Breaking down barriers
The obvious answer to the talent worries that come with expansion is getting rid of the current restriction on the number of active roster players who enter NPB outside of the new-player draft, in other words non-resident imports. With 16 teams instead of 12, there would be 33 percent more NPB playing jobs, meaning there would be more work for Japanese players than there are now, even if some teams had six to eight active imports.
Japan has a huge competitive advantage against MLB when dealing with overseas amateurs, because NPB teams are unbound by the MLB’s agreement with its union that tightly restricts spending on amateurs. Japanese teams can sign any import players to virtually any kind of contract they like and easily outbid U.S. teams even for American talent.

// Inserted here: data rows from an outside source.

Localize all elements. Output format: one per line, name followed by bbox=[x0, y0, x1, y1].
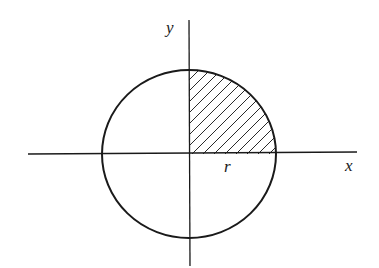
y-axis bbox=[189, 20, 190, 266]
hatched-quadrant bbox=[189, 70, 353, 154]
y-axis-label: y bbox=[166, 19, 174, 36]
radius-label: r bbox=[224, 158, 231, 175]
x-axis-label: x bbox=[345, 157, 353, 174]
circle-diagram bbox=[0, 0, 379, 268]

Of course, this is not a thing now, but if Japan’s minor league development structure gets deeper and better, and more players start coming from abroad to further raise the level of competition here, it is possible that the baseball here will be so good, that some players if given the choice will prefer Japan to MLB. This brings up the fifth and final point: the need to raise expectations.
An attitude adjustment
When Matsutaro Shoriki created a league so he could promote games between Yomiuri’s Giants and other pro teams, he dreamed of creating the kind of baseball that would be on a par with MLB. But the idea that Japan should aspire to be like MLB is probably too low a bar. Japan could be so much better in the way it treats players and fans and even in the quality of play, considering the degree to which Japan’s population really loves baseball.
As things stand now, the goal of most NPB owners is for their teams to continue to exist as viable advertising tools. But if that changes to actually striving to achieve something grand and lasting, it could entirely change the way people think about pro baseball and how there can be better baseball in other major leagues outside the establishment that arrogantly anointed itself as major league baseball.